The hearing officers' reports harshly criticized the school system's investigation that led to charges against the two as "crude" and "incompetent," and found that its method of analyzing erasure marks on student test booklets for evidence of cheating was so "riddled with false assumptions, mathematical errors and flawed methodology" that it "simply does not withstand any test of scientific validity."

The reports leave unanswered the question of why the school system was in such an apparent hurry to condemn Ms. Faltz and Ms. Isaac, both of whom had served the system for decades and whose efforts to turn around a formerly failing school had won the praise of their superiors and colleagues. But reading between the lines of the documents obtained by The Sun, it seems clear that Mr. Alonso wanted to make an example of them, perhaps to deter others at a time when cheating scandals inWashington, D.C., Atlanta and other cities had called into question the efficacy of urban school reforms.

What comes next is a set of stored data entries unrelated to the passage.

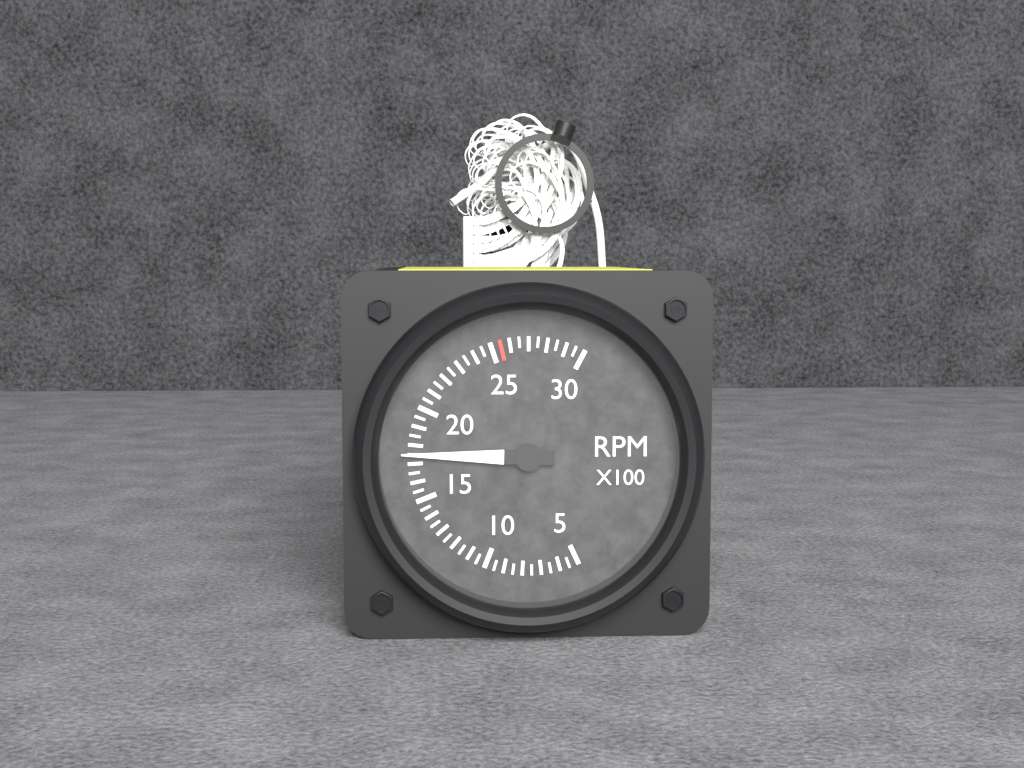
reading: 1750 RPM
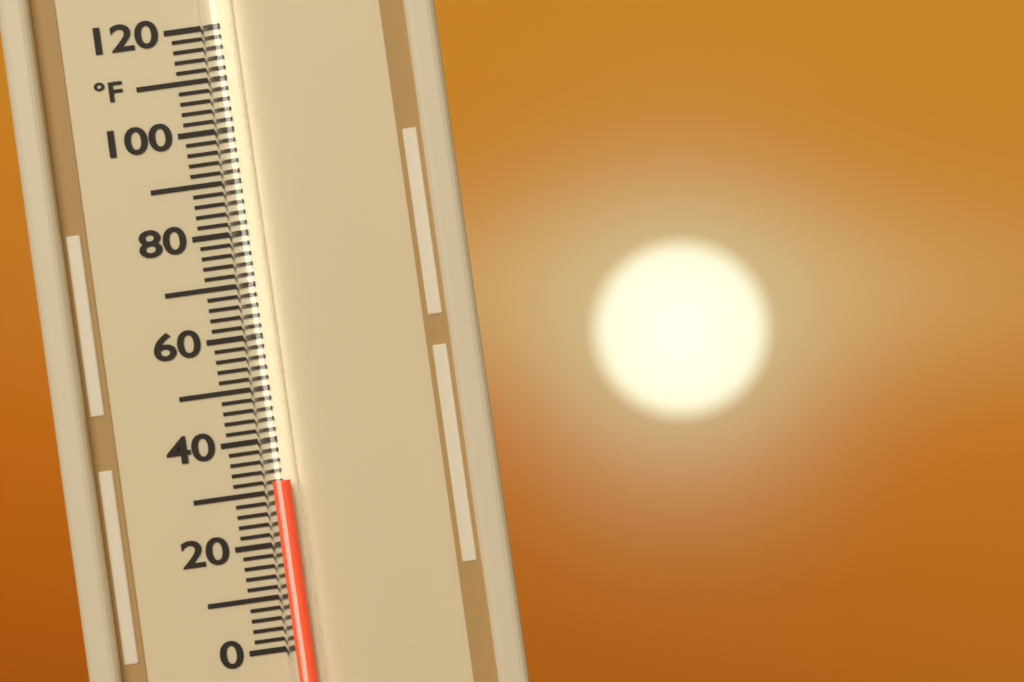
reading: 32 °F
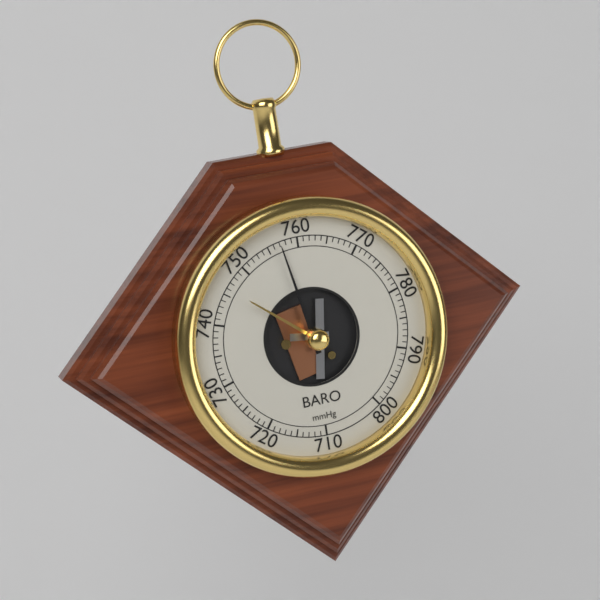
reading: 757 mmHg
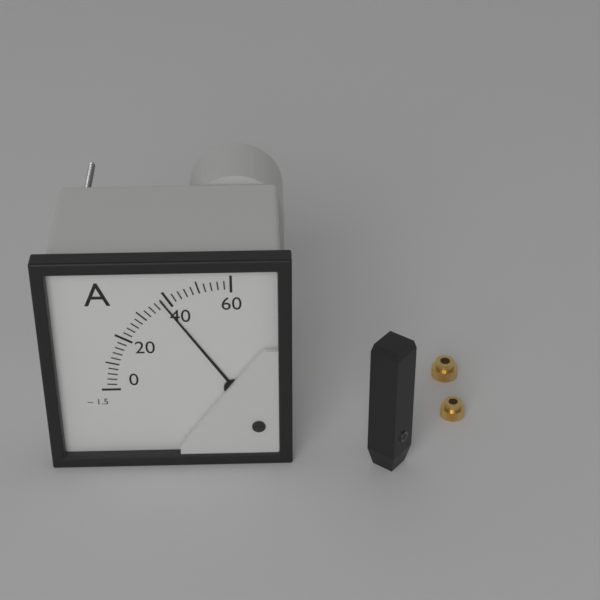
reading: 38 A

Nor is there much doubt that bureaucratic ineptitude played a large role in the debacle. But the most troubling suggestion in the documents involves the possibility that the case against Ms. Faltz and Ms. Isaac was tainted from the start by the biases of the school department employees charged with leading the investigation. Testimony taken by the hearing officers suggested that those employees were so eager to confirm Mr. Alonso's suspicion that cheating had occurred that they ignored any evidence there was to the contrary while seizing on whatever looked like it might support the charges he had brought. Were they simply trying to advance their careers by telling the boss what they already knew he wanted to hear?

The most blatant example of that kind of rush to judgment was the department's uncritical acceptance of a so-called "erasure analysis" technique conducted by a state board of education employee that became a crucial piece of evidence in the school department's effort to "prove" that adults had tampered with student test booklets. When examined by the hearing officers, it turned out that the state employee who conducted the "analysis" — she was chosen for the job because of her supposed independence from the city school system — had no training or experience in the method, did not properly perform all the tasks it required, and then, shockingly, destroyed her notes on the process so that the results could never be confirmed by other experts. The hearing officers later determined she was incompetent as an expert witness and that her results were meaningless. Yet, incredibly, this amateur-hour experiment was enlisted to persuade skeptics at school headquarters that someone at Abbottston had been cheating and deserved to be fired.

We have strongly supported Mr. Alonso's badly needed reforms to the school system, including his tough stand against the taint of cheating. However, it boggles the mind that the CEO would base a decision to let go two accomplished and experienced school leaders on such a sloppy operation. Given the reports' findings, there would seem to be little alternative for the city other than, at minimum, to reinstate Ms. Faltz and Ms. Isaac to their former positions and compensate them for lost wages. They are in the unenviable position of having had their reputations, careers and livelihoods damaged by an ill-conceived and humiliating investigation whose harm can never be undone. This should be a lesson to Mr. Alonso to exercise the utmost care before acting again on similar charges against the 16 other school system employees who are currently under investigation for cheating.